→ Your assignment: A word-for-word copy of all entries is required, without images.

→ Data:

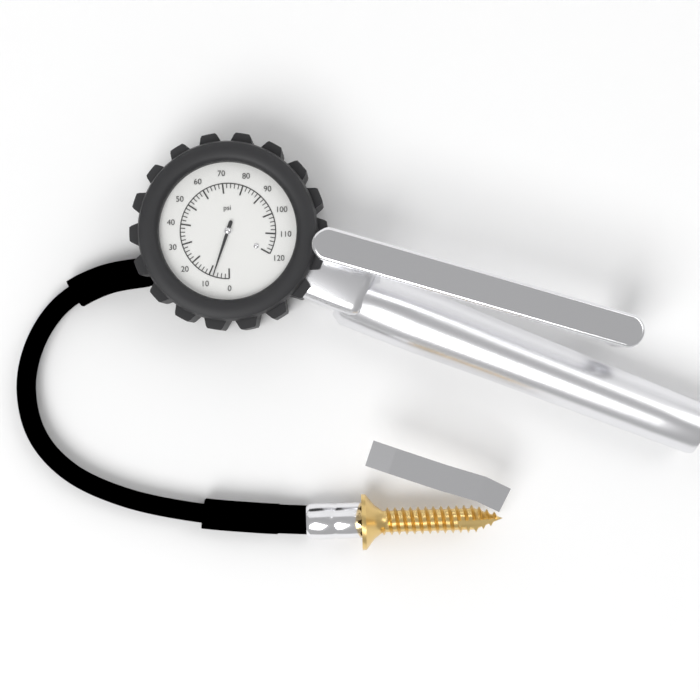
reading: 8 psi
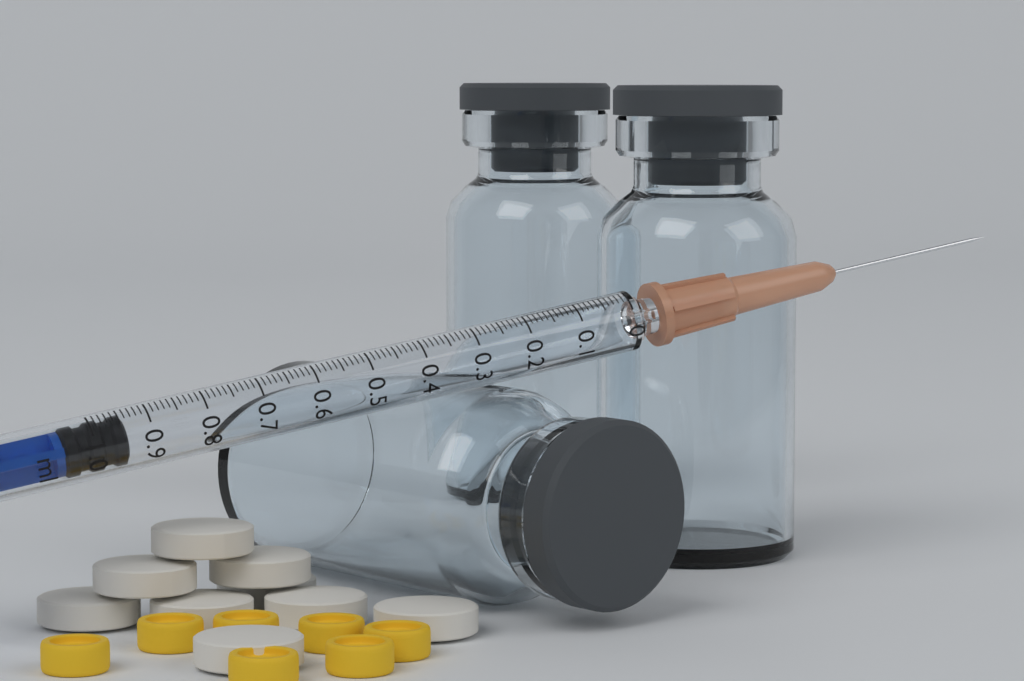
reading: 0.94 ml
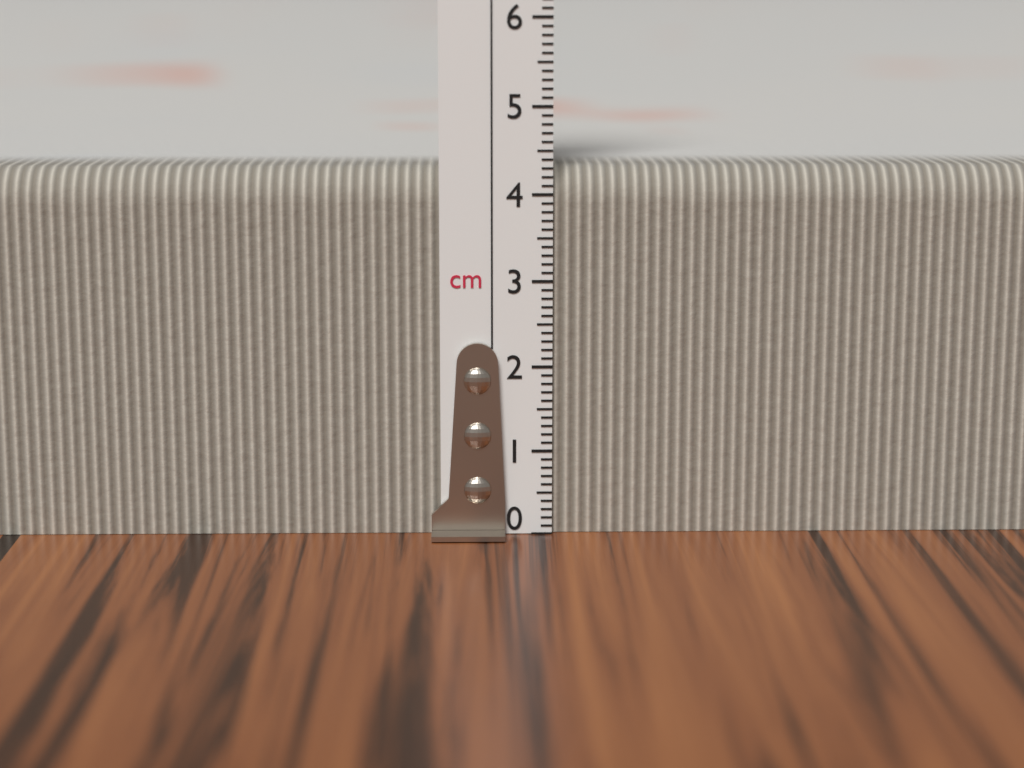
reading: 4.3 cm
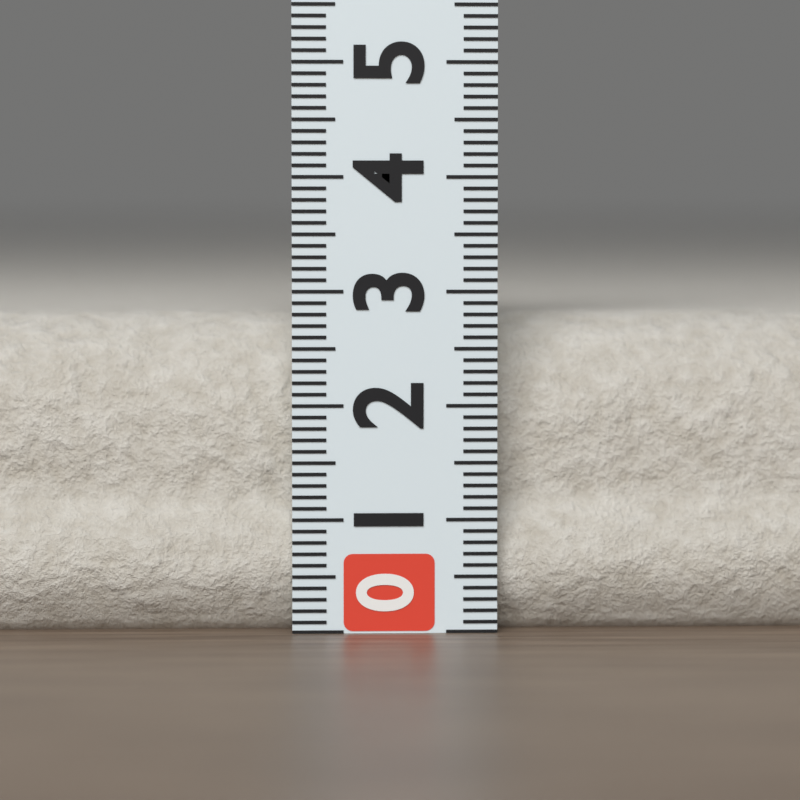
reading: 2.8 (no unit)
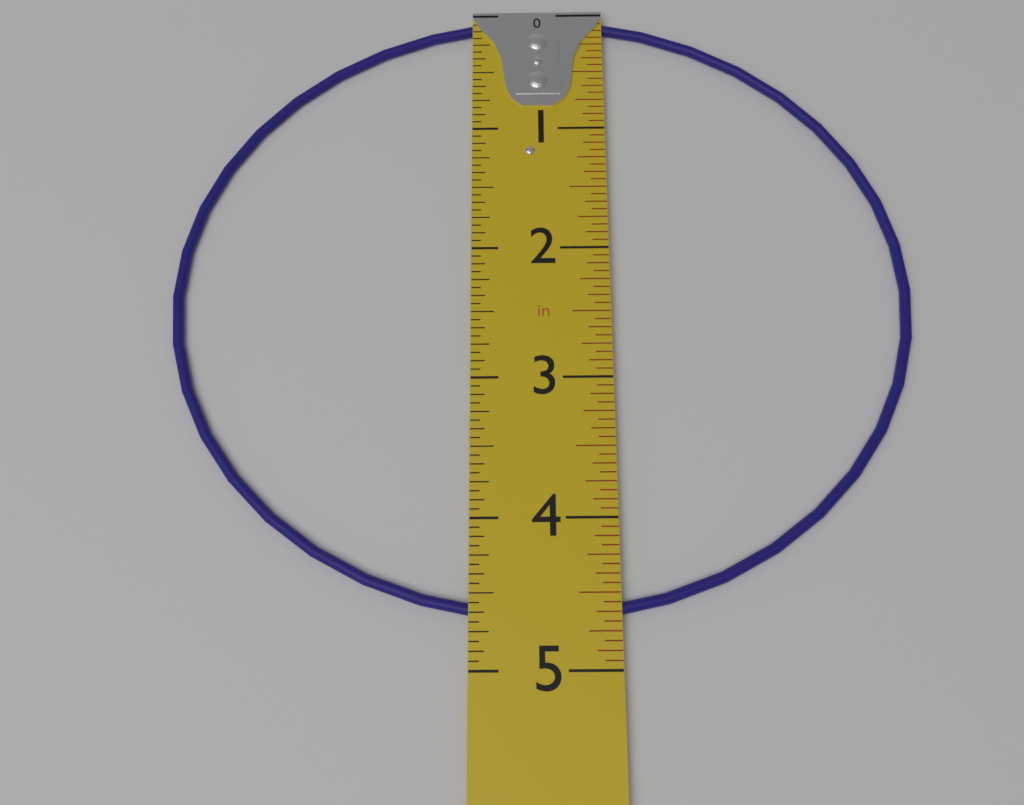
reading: 4.6875 in
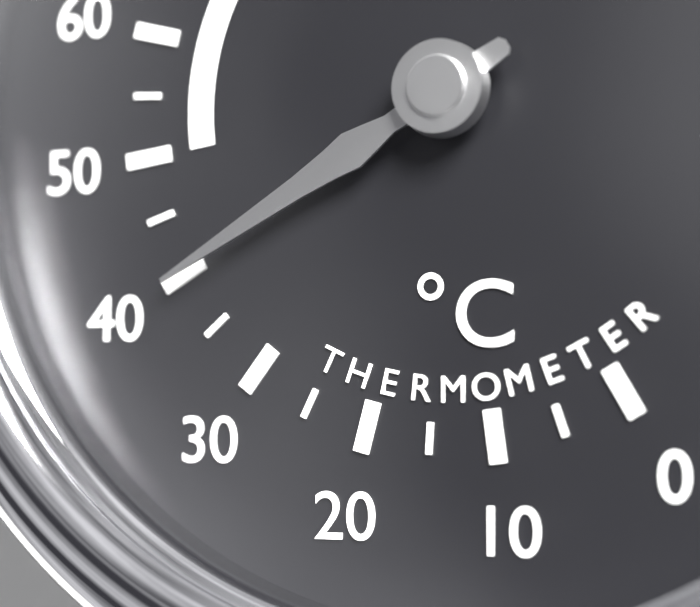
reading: 40 °C
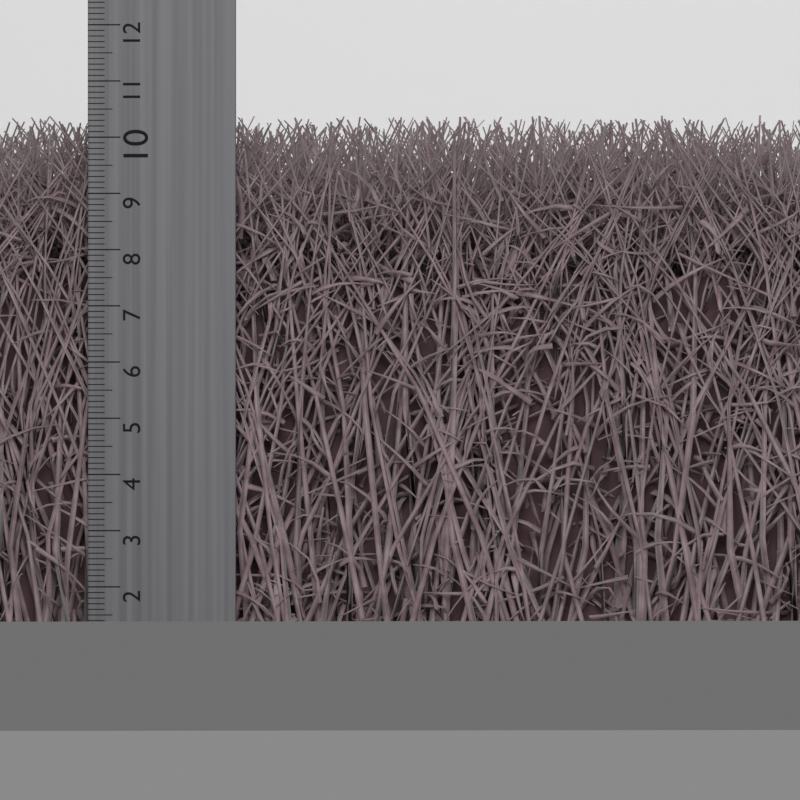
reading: 10.4 cm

→ Problem solution:
reading: 8 psi
reading: 0.94 ml
reading: 4.3 cm
reading: 2.8 (no unit)
reading: 4.6875 in
reading: 40 °C
reading: 10.4 cm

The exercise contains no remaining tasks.